By: Danielle Royston

Across industries, CTOs recognize the scalability and cost-efficiency of the public cloud. In fact, two out of five enterprise workloads are expected to be on the public cloud by next year, leveraging platforms such as Microsoft Azure, Amazon Web Services (AWS) and Google Cloud Platform (GCP). But so far, telecoms have been late to the party. This is about to change, however, with Ovum predicting that telecom operators’ use of the public cloud is set to double during 2019. 

As noted in a recent Ovum report “Understanding the Business Value of Re-architecting Core Applications on the Public Cloud” by analyst Roy Illsley, “Ovum believes that for telecom companies to be able to compete in the digital world, the adoption of public cloud is inevitable. For example, CSPs should evaluate and implement a new OSS/BSS stack on the public cloud for new segments such as enterprise IoT over 5G.”
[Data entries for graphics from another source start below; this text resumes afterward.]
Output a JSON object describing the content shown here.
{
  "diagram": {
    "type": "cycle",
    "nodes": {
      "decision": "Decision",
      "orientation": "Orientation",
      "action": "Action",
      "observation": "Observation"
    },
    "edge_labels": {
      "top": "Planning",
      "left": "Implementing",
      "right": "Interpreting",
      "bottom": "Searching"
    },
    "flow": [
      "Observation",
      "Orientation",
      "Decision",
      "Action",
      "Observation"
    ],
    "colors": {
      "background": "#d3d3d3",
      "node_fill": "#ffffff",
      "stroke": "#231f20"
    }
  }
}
Often, we read articles about operators struggling financially, and they don’t know what to do next. With up-and-coming challenger brands nipping at their heels, the biggest idea for cost savings is staring them right in the face: move their workloads to the public cloud, and soon. Operators who do can realize up to 80 percent savings on their total cost of ownership—freeing up resources and profit to add to the bottom line.

But the question remains: Which public cloud is right for telcos? To date, Amazon’s offering has consistently dominated the public cloud market for enterprise workloads. But don’t automatically assume that AWS is the right choice for telco CTOs to make. There’s a strong argument to be made for the capabilities of Google Cloud’s platform over those of AWS and others, especially when it comes to improving efficiencies, adopting new approaches to delivering services and unlocking new revenue streams for the telecom sector.
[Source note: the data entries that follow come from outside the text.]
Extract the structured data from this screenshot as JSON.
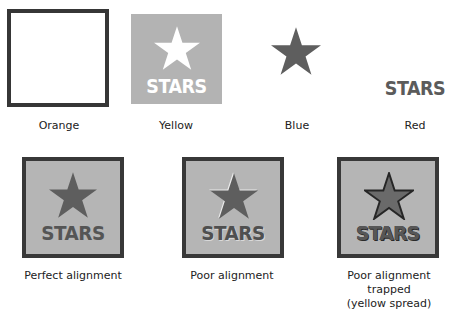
{
  "top_row": {
    "plates": [
      {
        "id": "orange",
        "label": "Orange",
        "content": "empty frame (keyline border)"
      },
      {
        "id": "yellow",
        "label": "Yellow",
        "content": "gray square with knocked-out star and text",
        "text": "STARS"
      },
      {
        "id": "blue",
        "label": "Blue",
        "content": "star"
      },
      {
        "id": "red",
        "label": "Red",
        "content": "text",
        "text": "STARS"
      }
    ]
  },
  "bottom_row": {
    "composites": [
      {
        "id": "perfect",
        "label_lines": [
          "Perfect alignment"
        ],
        "text": "STARS"
      },
      {
        "id": "poor",
        "label_lines": [
          "Poor alignment"
        ],
        "text": "STARS"
      },
      {
        "id": "trapped",
        "label_lines": [
          "Poor alignment",
          "trapped",
          "(yellow spread)"
        ],
        "text": "STARS"
      }
    ]
  },
  "colors": {
    "background": "#ffffff",
    "frame_border": "#363636",
    "plate_fill": "#b3b3b3",
    "star_fill": "#5e5e5e",
    "text_fill": "#555555",
    "knockout": "#ffffff"
  }
}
A Database 10x Faster and Cheaper than Oracle

Used and battle-tested by several of Google’s own services, Cloud Spanner, a clustered relational database management system (RDBMS), was made publicly available to GCP users just over two years ago. Its distributed, scalable transactional architecture means that it can scale reads and writes across unlimited nodes without losing any transactional consistency.

Through the use of the Cloud Spanner optimized stack and Google’s super-fast, high-performance network in conjunction with the TrueTime API distributed clock, the system enables telcos to increase speeds by a factor of ten. This is a critical point for network service providers.
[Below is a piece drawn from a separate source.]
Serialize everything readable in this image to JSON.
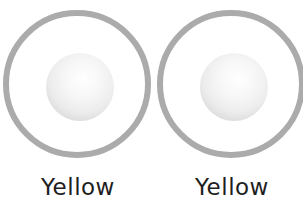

Charging is a write-intensive application. With a high degree of read and write demands on telcos’ databases, the constant, heavy volume of transactions can result in outdated cached data. Should that subscriber transaction data turn out to be incorrect, the operator may suffer significant financial impact. As Cloud Spanner is an enterprise-grade database, its unique ability to automatically scale and synchronize reads and writes across unlimited nodes with low latency enables ten times the speed and scale at one-tenth the cost of Oracle.

Google’s Private Network

Secondly, consider the network infrastructure that underpins GCP. Unlike AWS, which relies on public internet to handle a majority of network traffic, GCP utilizes Google’s own internal backbone network.

Consisting of thousands of miles of fiber connecting their legion of data centers across the globe, Google’s own network enables it to respond to queries within milliseconds, thanks to multiple points of presence and interconnect locations between the telco database and the network edge. Ultra-low latency and—more importantly—deterministic latency are at the top of the agenda of telecom CTOs.

The speed of Google Cloud’s network also has an impact on cost efficiency by enabling more data to be processed in less time. A good measure of performance is Input/Output (I/O) Operations Per Second (IOPS)—the more IO operations performed per second, the better. So, GCP’s speed means you get more IOPS for your money than you would with AWS. 

This is also particularly the case, considering Google offers billing on a per-second basis compared to Amazon’s per-hour model.